Three days after Christ’s death and burial, when His Disciples had gathered together behind locked doors, their Master suddenly appeared in front of them. He showed them the scars of crucifixion in His hands and side. Christ ate some food in order to prove that He was not a spirit or ghost, but physically alive.

The Disciple Thomas had been absent the first time Christ showed Himself to the other Disciples. After hearing his brothers talk about what they had witnessed, Thomas declared that He would not believe Jesus was raised from the dead unless he could investigate Christ’s wounds himself. A week later, Christ appeared again to the Disciples, including Thomas. When he saw Jesus Christ alive, the once-skeptical Disciple proclaimed, “My Lord and my God!” Over the course of forty days, Christ appeared at various times, showing Himself convincingly to be alive, the first-born immortal from among the dead.

Through the Holy Resurrection of Jesus Christ, God raised up our human nature to immortality. Christ did not exist the gave as a mortal, but was raised to immortality in a newly spiritualized physical body incapable of being touched by death again. Because Christ has brought immortality to the human nature we all share, at the end of time the soul of each human being will be reunited with the body, a body raised to immortality that is both spiritual and physical.
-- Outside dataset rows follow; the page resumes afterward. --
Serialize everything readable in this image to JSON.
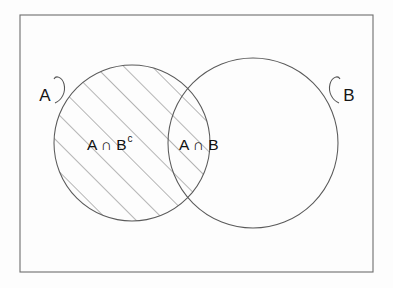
{
  "figure": {
    "kind": "venn-diagram",
    "title_visible": false,
    "background_color": "#fdfdfd",
    "line_color": "#555555",
    "text_color": "#111111"
  },
  "universe": {
    "name": "universal-set-rectangle",
    "x": 20,
    "y": 15,
    "width": 353,
    "height": 257,
    "stroke": "#6e6e6e",
    "stroke_width": 1.1
  },
  "sets": [
    {
      "id": "A",
      "label": "A",
      "cx": 132,
      "cy": 143,
      "r": 78,
      "shaded": true,
      "label_x": 45,
      "label_y": 101,
      "leader_side": "right"
    },
    {
      "id": "B",
      "label": "B",
      "cx": 253,
      "cy": 143,
      "r": 85,
      "shaded": false,
      "label_x": 349,
      "label_y": 101,
      "leader_side": "left"
    }
  ],
  "regions": [
    {
      "id": "A-minus-B",
      "label_base": "A ∩ B",
      "label_sup": "c",
      "label_x": 87,
      "label_y": 150,
      "shaded": true
    },
    {
      "id": "A-and-B",
      "label_base": "A ∩ B",
      "label_sup": "",
      "label_x": 179,
      "label_y": 150,
      "shaded": true
    }
  ],
  "hatching": {
    "name": "diagonal-hatch",
    "angle_degrees": 45,
    "direction": "up-right",
    "spacing_px": 20,
    "stroke": "#5d5d5d",
    "stroke_width": 0.9,
    "applies_to": "circle-A"
  },
  "chart_data": {
    "type": "diagram",
    "diagram_type": "venn",
    "title": "",
    "set_count": 2,
    "sets": [
      "A",
      "B"
    ],
    "shaded_regions": [
      "A ∩ Bᶜ",
      "A ∩ B"
    ],
    "unshaded_regions": [
      "Aᶜ ∩ B",
      "Aᶜ ∩ Bᶜ"
    ],
    "interpretation": "The entire circle A is shaded, comprising the region A ∩ Bᶜ and the lens region A ∩ B.",
    "annotations": [
      "A",
      "B",
      "A ∩ Bᶜ",
      "A ∩ B"
    ]
  }
}
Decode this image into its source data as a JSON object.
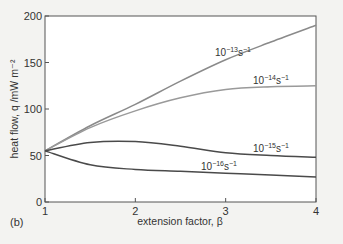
{
  "chart_data": {
    "type": "line",
    "title": "",
    "panel_label": "(b)",
    "xlabel": "extension factor, β",
    "ylabel": "heat flow, q /mW m⁻²",
    "xlim": [
      1,
      4
    ],
    "ylim": [
      0,
      200
    ],
    "x_ticks": [
      1,
      2,
      3,
      4
    ],
    "y_ticks": [
      0,
      50,
      100,
      150,
      200
    ],
    "grid": false,
    "legend": "inline labels",
    "x": [
      1,
      1.5,
      2,
      2.5,
      3,
      3.5,
      4
    ],
    "series": [
      {
        "name": "10^-13 s^-1",
        "label_base": "10",
        "label_exp": "−13",
        "label_unit": "s",
        "label_unit_exp": "−1",
        "color": "#8a8a8a",
        "values": [
          55,
          82,
          105,
          130,
          153,
          172,
          190
        ],
        "label_pos": [
          215,
          56
        ]
      },
      {
        "name": "10^-14 s^-1",
        "label_base": "10",
        "label_exp": "−14",
        "label_unit": "s",
        "label_unit_exp": "−1",
        "color": "#9a9a9a",
        "values": [
          55,
          80,
          98,
          112,
          121,
          124,
          125
        ],
        "label_pos": [
          253,
          84
        ]
      },
      {
        "name": "10^-15 s^-1",
        "label_base": "10",
        "label_exp": "−15",
        "label_unit": "s",
        "label_unit_exp": "−1",
        "color": "#4a4a4a",
        "values": [
          55,
          64,
          65,
          60,
          53,
          50,
          48
        ],
        "label_pos": [
          253,
          152
        ]
      },
      {
        "name": "10^-16 s^-1",
        "label_base": "10",
        "label_exp": "−16",
        "label_unit": "s",
        "label_unit_exp": "−1",
        "color": "#4a4a4a",
        "values": [
          55,
          40,
          35,
          33,
          31,
          29,
          27
        ],
        "label_pos": [
          201,
          170
        ]
      }
    ]
  }
}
Those who put their trust in Jesus Christ, the Immortal One, and follow His Way will live with God eternally in the kingdom of heaven after the general resurrection of the dead at the end of the age.

Every year at Pascha (called Easter in the West), we celebrate the Resurrection of Jesus Christ. During the celebration, we sing, Christ is Risen from the dead, trampling down death by death and upon those in the tombs bestowing life! This hymn proclaims with joy the reason that we follow Christ. Why does the Way of Holy Orthodoxy matter? Simply put, because “Christ is Risen!” As our Physician, Jesus Christ has conquered death in the soul and body on behalf of us all so that we too can share in His accomplishment and be completely healed from the disease of death with all its destructive effects.

Read: John 5.25-29; 20.1-21.14; Luke 24.1-12; Matthew 28.9-15; Luke 13-49; 1 Corinthians 15.1-28, 35-58.